Tuesday 6 September 2005, by Neal Andrew
Andrew Neal spoke about different theoretical approaches to the problem of ‘exceptionalism’, which is the problem of exceptional practices legitimated by exceptional events/situations. As such, he dealt with Carl Schmitt, ‘securitization theory’, and finally the work of Michel Foucault, using the latter to provide a critique of the first two and sketch an alternative. Carl Schmitt poses the problem of the exceptional limits of law, politics, liberalism, and predictability regarding the future in order to argue for the necessity of exceptional sovereign power. Schmitt deliberately conflates the sovereign response to the exceptional with the sovereign declaration of the exceptional. As such, Schmitt’s sovereign has the prerogative to declare the existence of the very thing - the exceptional event/situation - that gives it its raison d’etre. Although Schmitt’s approach contains a barely-concealed fascist ethic, he still poses the challenge that the exception takes primacy over the rule.
Securitization theory goes some way to meeting this challenge. It argues that security situations, or exceptional situations, have no objective qualities that necessitate certain forms of politics. Rather, security is a process by which issues are made into security issues through securitizing ‘speech-acts’. Securitization theory treats security as a discourse or field that is characterized by certain types of language, ways of speaking, subject positions, institutional structures and so on. Neal argued that although this approach is needed and welcome, it still tends to reify security as an identifiable and unified special category, thus maintaining the norm/exception split and therefore supporting Schmitt’s argument that the exception takes primacy over the norm.
Neal instead sketched a different approach using Foucault’s The Archaeology of Knowledge. He suggested that to avoid reifying a special category or field of security/exceptionalism, we must describe discourses not as discrete discursive unities with identifiable limits, but as dispersed formations - as scattered archives of the already-said , multiple conceptual horizons, competing strategies and opposed subject positions. In order to meet the challenge of exceptionalism, it is essential not to reify discourses as exceptional or sovereign-centred.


■ Aim of the exercise ■
From the line containing "Identify the location" through the last line of the records below, each line is to be repeated exactly; pictures are to be omitted.
--- Task inputs Enclosed Below ---
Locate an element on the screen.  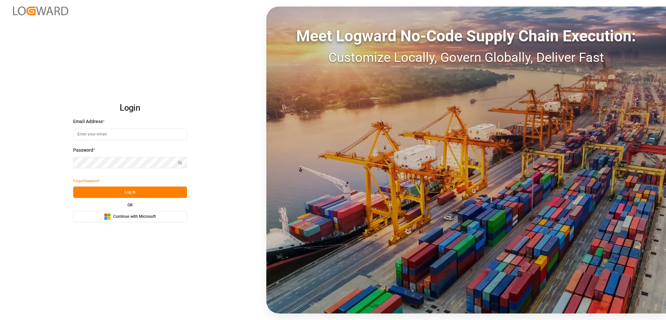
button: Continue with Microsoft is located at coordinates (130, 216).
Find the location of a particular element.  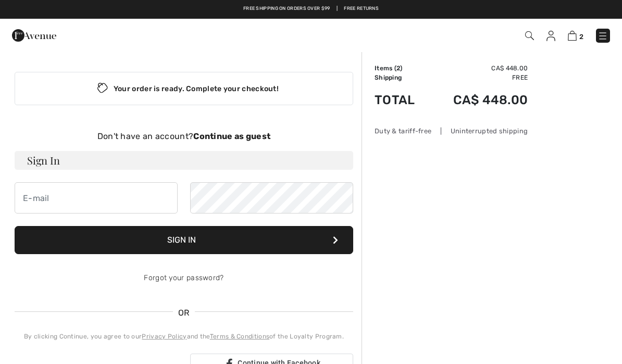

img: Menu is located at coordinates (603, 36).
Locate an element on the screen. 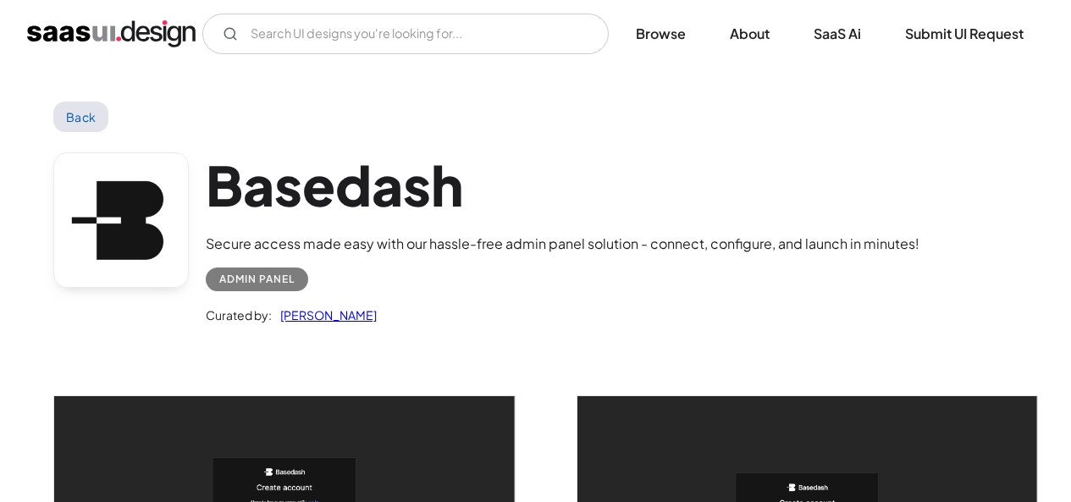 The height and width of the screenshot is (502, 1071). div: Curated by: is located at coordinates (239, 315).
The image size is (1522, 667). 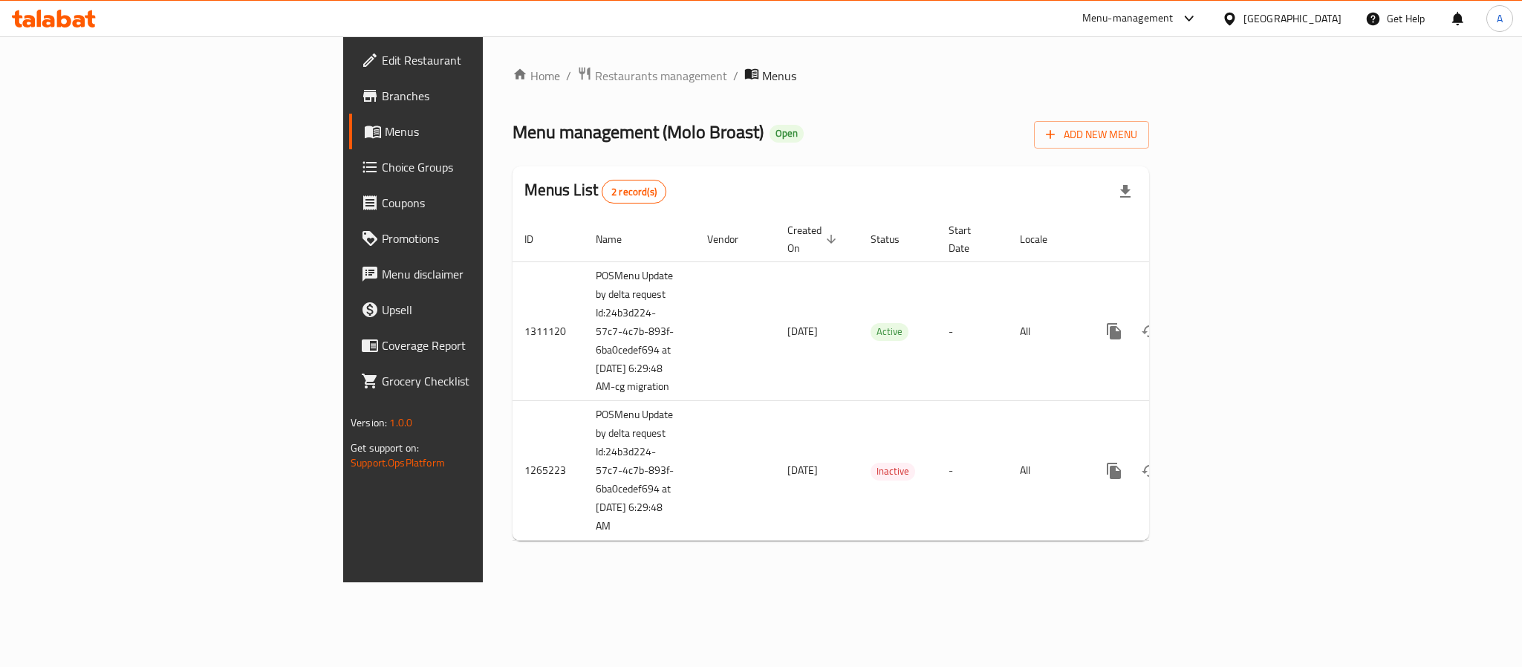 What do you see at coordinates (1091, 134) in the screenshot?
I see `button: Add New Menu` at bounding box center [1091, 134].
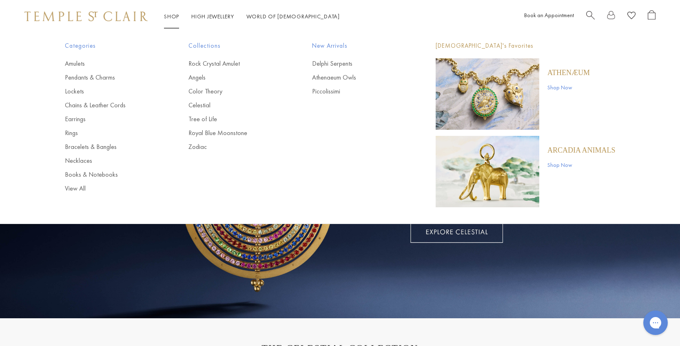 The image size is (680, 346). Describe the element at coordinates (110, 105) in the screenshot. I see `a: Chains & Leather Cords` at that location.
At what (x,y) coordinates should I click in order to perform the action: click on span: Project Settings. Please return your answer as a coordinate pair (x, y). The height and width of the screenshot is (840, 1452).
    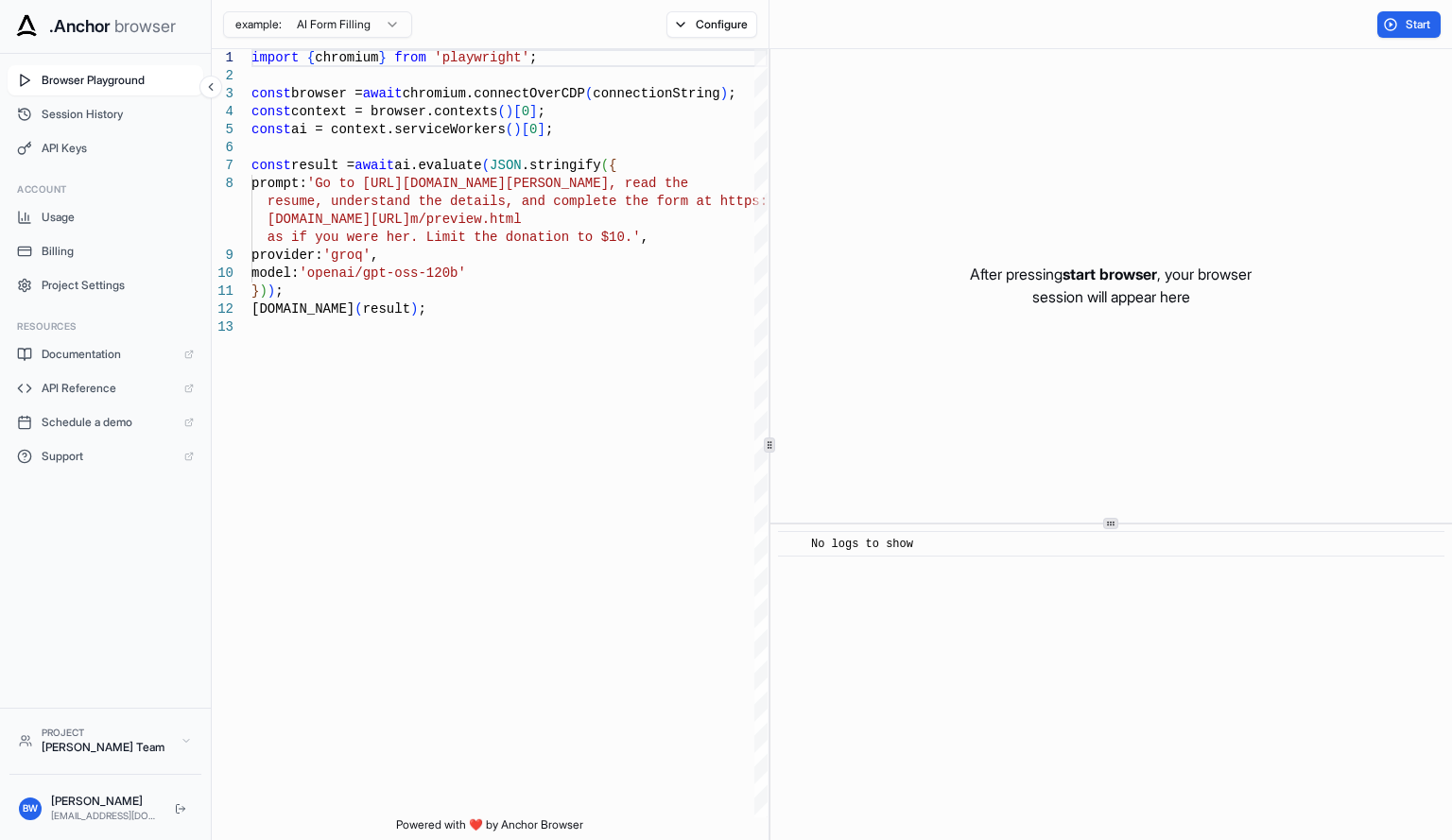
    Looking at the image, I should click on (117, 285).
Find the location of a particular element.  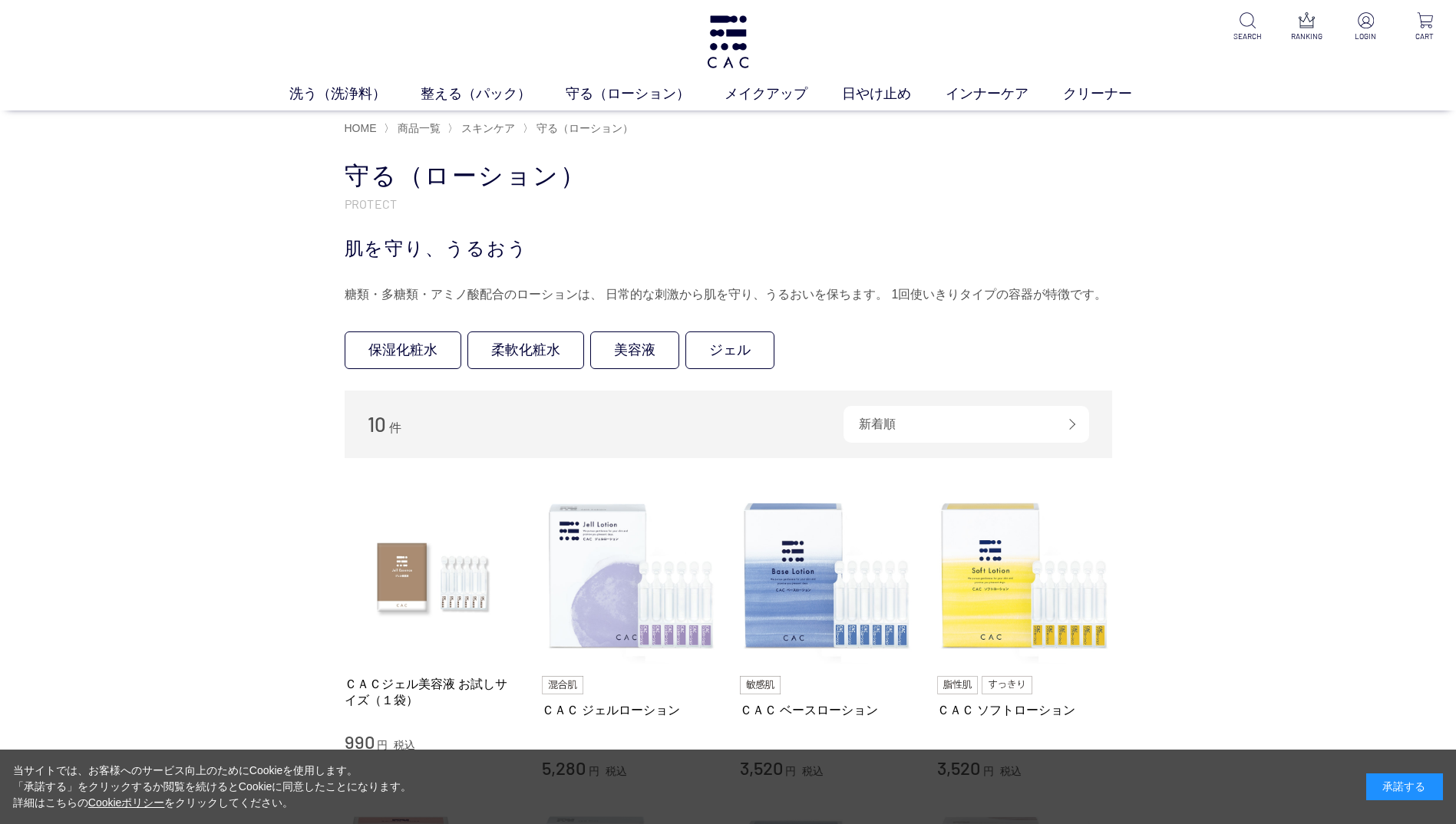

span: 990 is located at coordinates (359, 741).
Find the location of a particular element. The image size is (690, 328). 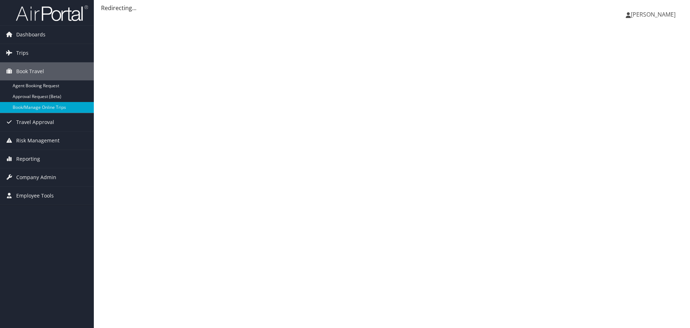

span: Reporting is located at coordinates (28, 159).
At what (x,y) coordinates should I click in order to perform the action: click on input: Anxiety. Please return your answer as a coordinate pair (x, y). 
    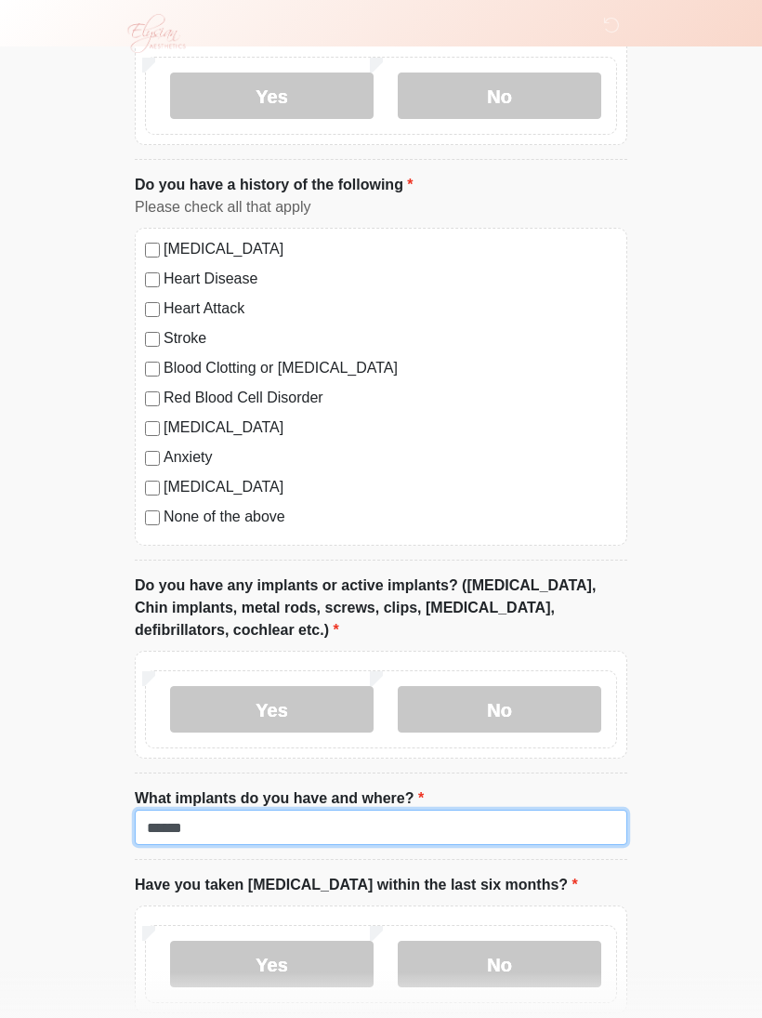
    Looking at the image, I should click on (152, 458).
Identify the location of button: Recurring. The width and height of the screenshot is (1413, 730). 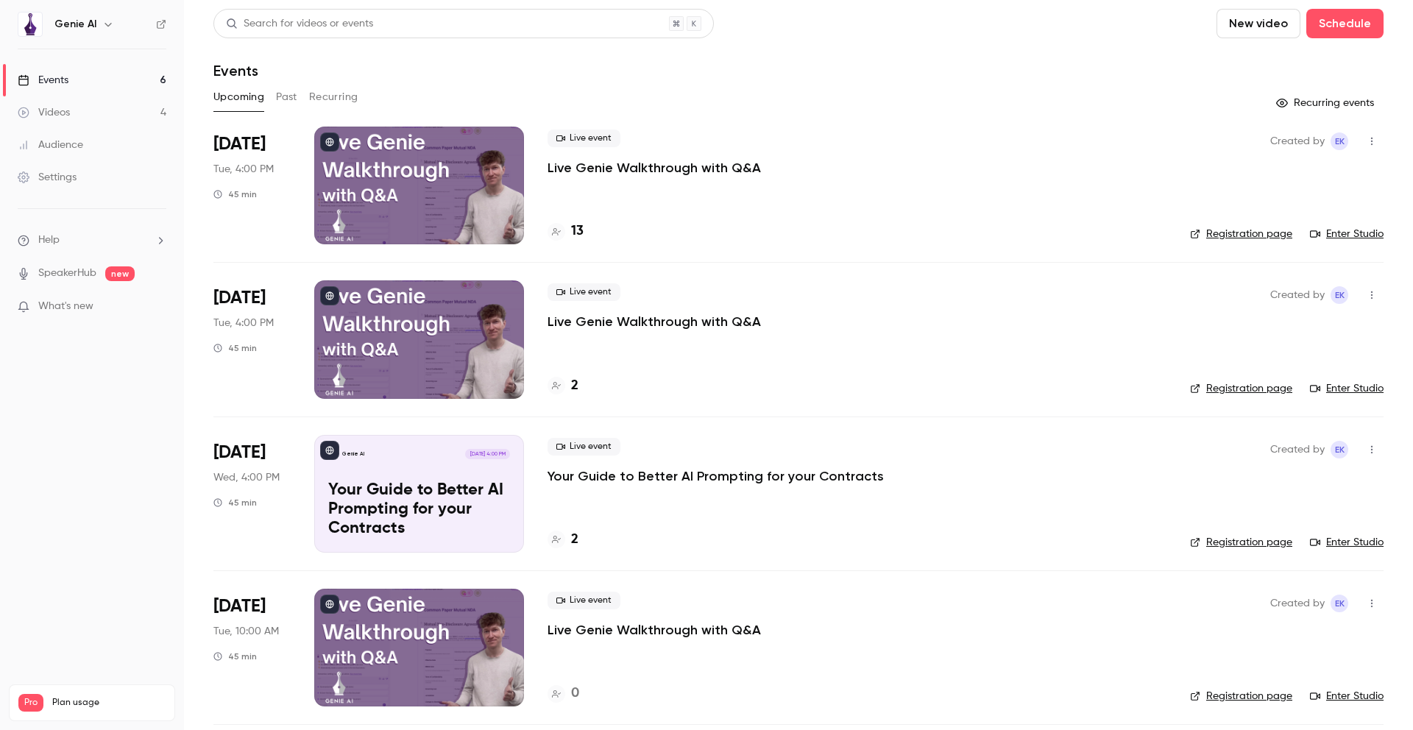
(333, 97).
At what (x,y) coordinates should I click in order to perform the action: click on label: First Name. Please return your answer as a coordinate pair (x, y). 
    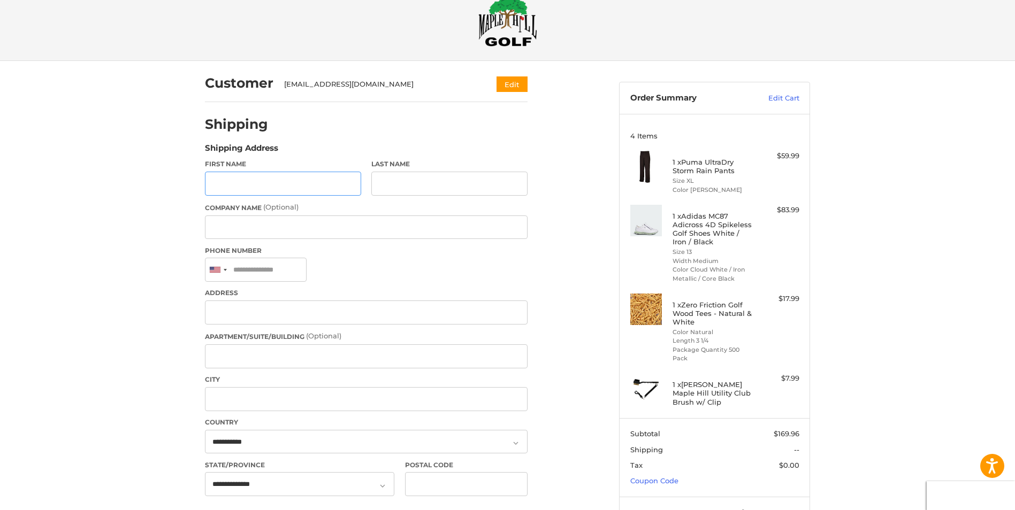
--- End of Enclosed Task inputs ---
■ Result ■
Identify the location of button: Recurring. The width and height of the screenshot is (1413, 730). 
(333, 97).
At what (x,y) coordinates should I click in order to perform the action: click on label: First Name. Please return your answer as a coordinate pair (x, y). 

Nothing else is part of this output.